In early September of 2017, Dunrovin Ranch hosted a Fire Medicine retreat in collaboration with Spirit Dance Equine Assisted Coaching to acknowledge the emotions, fears, and disruptions that Montana's horrific fire season has brought to all who live here. Something of a skeptic with respect to ceremonies and group sessions, I found myself reaping benefits I did not anticipate.
It is difficult for me to be in situations where the focus is on feelings. I don’t really mind sharing my feelings in a spontaneous way, and I love it when others share theirs with me. It is less the act of sharing that scares me than the expectations that ceremonies and group sessions create. I have a hard time being dishonest. I cannot control when my feelings do, and do not, emerge. I get nervous during ceremonies that my own feelings are not the right ones, that I am not in sync with the group, and that I must push myself to feel something that isn’t really there. I also know that I can be a very dominant person. My voice is strong and assertive, sometimes conveying way more confidence than I actually have. Friends love to kid me about my lack of opinions—yeah, sure! All of this makes me reticent to participate in group sessions. My overbearing personality, my commanding voice, and my inability to conjure what I think might be the right feelings fill me with fear that I will dominate and divert the conversation away from what is meaningful to others.
This is where the skills of an experienced group facilitator and coach are essential. It takes reading the group, and each person in it, to shape a conversation space that pulls everyone in, acknowledges differences, prevents anyone from dominating, and not force feelings but allow an atmosphere of trust and openness to form organically, and then silently convey that any feeling is the right feeling.
Luckily, Lynn Baskfield of Spirit Dance Equine Assisted Coaching embodies all that one would want in a group guide. She is grounded and deliberate and calm. She listens and questions, rather than answers. Her body and voice radiate acceptance and kindness. She is truly gifted.

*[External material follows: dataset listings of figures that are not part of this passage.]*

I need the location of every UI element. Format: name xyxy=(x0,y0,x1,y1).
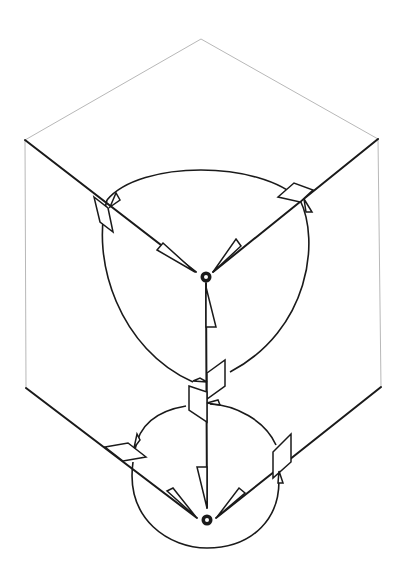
arrowhead-upper-right-icon xyxy=(213,239,241,272)
upper-flags xyxy=(94,183,313,232)
tick-upper-right-icon xyxy=(304,199,312,212)
top-left-edge xyxy=(25,39,201,140)
tick-middle-left-icon xyxy=(193,378,207,382)
lower-right-vector xyxy=(216,387,381,518)
vector-edges xyxy=(25,139,381,518)
upper-right-vector xyxy=(213,139,378,272)
flag-upper-left-icon xyxy=(94,197,113,232)
cube-diagram xyxy=(0,0,404,580)
flag-lower-left-icon xyxy=(105,443,146,461)
lower-arrowheads xyxy=(167,467,245,517)
arrowhead-lower-down-icon xyxy=(197,467,207,508)
arrowhead-lower-right-icon xyxy=(217,488,245,517)
flag-middle-lower-icon xyxy=(189,386,207,422)
lower-flags xyxy=(105,434,291,483)
flag-middle-upper-icon xyxy=(207,360,225,399)
arrowhead-upper-left-icon xyxy=(157,243,195,272)
arrowhead-lower-left-icon xyxy=(167,488,196,517)
cube-outline-thin xyxy=(25,39,381,388)
upper-center-node xyxy=(201,272,212,283)
lower-center-node xyxy=(202,515,213,526)
top-right-edge xyxy=(201,39,378,139)
right-vertical-edge xyxy=(378,139,381,387)
arrowhead-down-icon xyxy=(206,287,216,327)
tick-middle-right-icon xyxy=(207,400,220,405)
flag-upper-right-icon xyxy=(278,183,313,202)
tick-lower-right-icon xyxy=(278,471,283,483)
upper-arrowheads xyxy=(157,239,241,327)
flag-lower-right-icon xyxy=(273,434,291,478)
left-vertical-edge xyxy=(25,140,26,388)
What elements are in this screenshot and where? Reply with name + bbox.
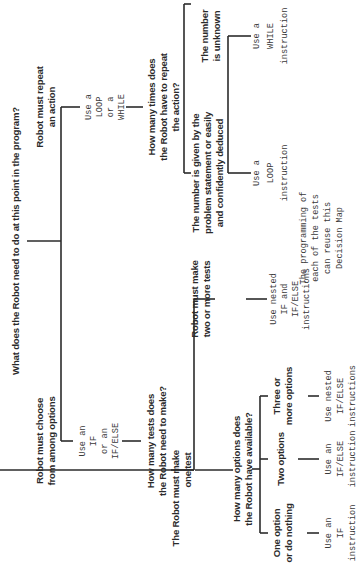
option-one-label: One option or do nothing — [271, 503, 294, 563]
svg-text:The programming of: The programming of — [299, 192, 309, 285]
choose-options-label: Robot must choose from among options — [34, 396, 57, 485]
svg-text:two or more tests: two or more tests — [201, 261, 212, 338]
svg-text:Two options: Two options — [275, 432, 286, 486]
svg-text:One option: One option — [271, 508, 282, 557]
svg-text:The Robot must make: The Robot must make — [170, 450, 181, 546]
svg-text:from among options: from among options — [46, 396, 57, 485]
repeat-count-question: How many times does the Robot have to re… — [146, 52, 181, 161]
ifelse-instruction: Use an IF/ELSE instruction — [324, 431, 358, 488]
if-or-ifelse-instruction: Use an IF or an IF/ELSE — [78, 423, 121, 459]
svg-text:the Robot have to repeat: the Robot have to repeat — [158, 52, 169, 161]
option-count-question: How many options does the Robot have ava… — [231, 412, 254, 526]
reuse-decision-map-note: The programming of each of the tests can… — [299, 192, 345, 285]
svg-text:How many options does: How many options does — [231, 416, 242, 522]
root-question: What does the Robot need to do at this p… — [10, 107, 21, 375]
multiple-tests-label: Robot must make two or more tests — [189, 260, 212, 338]
svg-text:Use nested: Use nested — [324, 370, 334, 422]
svg-text:or an: or an — [100, 428, 110, 454]
while-instruction: Use a WHILE instruction — [252, 8, 290, 65]
repeat-action-label: Robot must repeat an action — [34, 65, 57, 147]
number-unknown-label: The number is unknown — [199, 9, 222, 62]
svg-text:or do nothing: or do nothing — [283, 503, 294, 563]
svg-text:Decision Map: Decision Map — [335, 207, 345, 269]
test-count-question: How many tests does the Robot need to ma… — [145, 386, 168, 496]
svg-text:Robot must make: Robot must make — [189, 260, 200, 338]
svg-text:Use a: Use a — [252, 160, 262, 186]
svg-text:Use an: Use an — [324, 518, 334, 549]
svg-text:instruction: instruction — [280, 8, 290, 65]
svg-text:IF: IF — [89, 436, 99, 446]
svg-text:instruction: instruction — [348, 431, 358, 488]
svg-text:Use a: Use a — [84, 94, 94, 120]
svg-text:and confidently deduced: and confidently deduced — [214, 118, 225, 227]
svg-text:the Robot have available?: the Robot have available? — [243, 412, 254, 526]
svg-text:or a: or a — [106, 97, 116, 118]
svg-text:How many tests does: How many tests does — [145, 394, 156, 488]
svg-text:IF/ELSE: IF/ELSE — [336, 441, 346, 477]
svg-text:WHILE: WHILE — [266, 23, 276, 49]
svg-text:instruction: instruction — [280, 145, 290, 202]
svg-text:problem statement or easily: problem statement or easily — [202, 111, 213, 234]
option-three-label: Three or more options — [271, 367, 294, 425]
svg-text:IF and: IF and — [280, 284, 290, 315]
loop-or-while-instruction: Use a LOOP or a WHILE — [84, 94, 127, 120]
svg-text:can reuse this: can reuse this — [323, 202, 333, 274]
svg-text:IF/ELSE: IF/ELSE — [111, 423, 121, 459]
svg-text:Three or: Three or — [271, 377, 282, 414]
svg-text:Use an: Use an — [324, 444, 334, 475]
svg-text:each of the tests: each of the tests — [311, 194, 321, 282]
svg-text:the Robot need to make?: the Robot need to make? — [157, 386, 168, 496]
svg-text:What does the Robot need to do: What does the Robot need to do at this p… — [10, 107, 21, 375]
loop-instruction: Use a LOOP instruction — [252, 145, 290, 202]
svg-text:instructions: instructions — [348, 365, 358, 427]
nested-ifelse-instruction: Use nested IF/ELSE instructions — [324, 365, 358, 427]
svg-text:is unknown: is unknown — [211, 10, 222, 61]
svg-text:IF: IF — [336, 528, 346, 538]
svg-text:one test: one test — [182, 451, 193, 487]
svg-text:Use a: Use a — [252, 23, 262, 49]
number-known-label: The number is given by the problem state… — [190, 111, 225, 234]
svg-text:The number is given by the: The number is given by the — [190, 113, 201, 232]
svg-text:an action: an action — [46, 87, 57, 128]
svg-text:WHILE: WHILE — [117, 94, 127, 120]
svg-text:more options: more options — [283, 367, 294, 425]
option-two-label: Two options — [275, 432, 286, 486]
if-instruction: Use an IF instruction — [324, 505, 358, 562]
svg-text:IF/ELSE: IF/ELSE — [336, 378, 346, 414]
svg-text:IF/ELSE: IF/ELSE — [291, 281, 301, 317]
svg-text:Use nested: Use nested — [269, 273, 279, 325]
svg-text:How many times does: How many times does — [146, 59, 157, 156]
svg-text:The number: The number — [199, 9, 210, 62]
svg-text:Use an: Use an — [78, 426, 88, 457]
decision-map-diagram: What does the Robot need to do at this p… — [0, 0, 360, 581]
svg-text:Robot must choose: Robot must choose — [34, 398, 45, 484]
svg-text:LOOP: LOOP — [266, 163, 276, 184]
svg-text:LOOP: LOOP — [95, 97, 105, 118]
one-test-label: The Robot must make one test — [170, 450, 193, 546]
svg-text:the action?: the action? — [170, 82, 181, 131]
svg-text:instruction: instruction — [348, 505, 358, 562]
svg-text:Robot must repeat: Robot must repeat — [34, 65, 45, 147]
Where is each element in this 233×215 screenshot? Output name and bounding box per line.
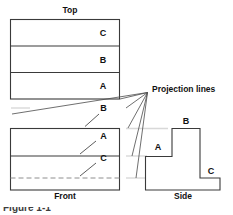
figure-caption-clip: Figure 1-1 [0, 207, 233, 215]
orthographic-projection-diagram: Top C B A Projection lines [0, 0, 233, 215]
figure-caption: Figure 1-1 [3, 207, 51, 213]
top-band-label-b: B [100, 55, 107, 65]
top-view-group: Top C B A [11, 5, 120, 99]
side-step-label-c: C [208, 166, 215, 176]
front-label-b: B [100, 103, 107, 113]
figure-root: Top C B A Projection lines [0, 0, 233, 215]
top-band-label-c: C [100, 28, 107, 38]
front-view-label: Front [54, 191, 76, 201]
side-view-label: Side [174, 191, 192, 201]
top-band-label-a: A [100, 81, 107, 91]
front-label-a: A [100, 131, 107, 141]
side-step-label-b: B [183, 116, 190, 126]
projection-lines-label: Projection lines [152, 84, 216, 94]
projection-line-4 [128, 93, 148, 129]
side-step-label-a: A [155, 142, 162, 152]
front-leader-b [85, 114, 99, 127]
top-view-label: Top [63, 5, 78, 15]
side-view-outline [146, 129, 221, 191]
front-view-group: B A C Front [11, 103, 120, 201]
front-label-c: C [100, 153, 107, 163]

But I am not an easy nut to crack. I hold in when I sense anything that seems in the least bit inauthentic or contrived. So I was standing back. In spite of my good intentions, I found myself ready to find fault when Lynn had the group come together in the lovely cottonwood forest in the riparian area of Dunrovin and asked us to create a medicine wheel. Part of me dislikes appropriating ceremonies from Native American cultures. Why this is, I am not sure. I have no trouble participating in an Irish jig or a German Octoberfest. Perhaps it is because my relationship with Native Americans as a group is an uneasy one. I regret my country’s history with Native Americans, and once again, I am not sure how to feel about it. That translates into uncertainty about engaging in something that I know is sacred to them. How would they feel about it?
Nonetheless, I followed the group down to the clearing in the forest where we were to build our medicine wheel. Once I was able cleanse myself of negative thoughts and drop my insecurities, I began to focus on where I was emotionally with respect to the summer’s events, the fires, the diagnosis of moon blindness for Chinook, and the implications of my business losses. Lynn asked that we quietly walk down to the river to collect some stones to form the circle, pause, and reflect on the circle that is our life.
Along the river, my eyes immediately fell on a stone that reminded me of a bird’s egg. My heart skipped a little beat and my mind jumped to the ospreys from whom I have gained so much. They inspire me with their indestructible commitment to life, regardless of the challenges. At times I envy them. Self doubts, insecurity about feelings, living in the past or the future, too much introspection, are not part of their world. They take it in the here and now. I know they experience pain and fear, and I have little doubt that at some level they also experience comfort, joy, and sadness. But most of all they dwell on the task at hand, not its “cosmic” meaning, not its challenges nor the time it takes to complete, and certainly not how much or how little their mates participate. They just get it done. We humans go to special classes, learn meditation techniques, and turn to all kinds of addictive substances and behaviors to escape the relentless harping of our minds. Oh, to be a bird!
The more I searched for stone bird eggs, the more relaxed and in the moment I became. The more I let my mind fixate on the search, the less I cared about the finding. It was the looking, the quiet water flowing, the easy breaths, and the thoughts of birds flying in my heart that finally brought me out of myself and into the moment.
When I returned to participate with the others to offer my stone eggs to the circle, I had done exactly what Lynn had wanted us to do, to open a space in our hearts and minds to process the summer’s events. I found myself seeing myself from a bird’s eye, from a detached point of view. It helped me understand that while these events have been stressful and, for some, life-changing, it really is all just part of each of our rivers of life that flows over or around each stone in its path to reach its conclusion at some yet unknown destination.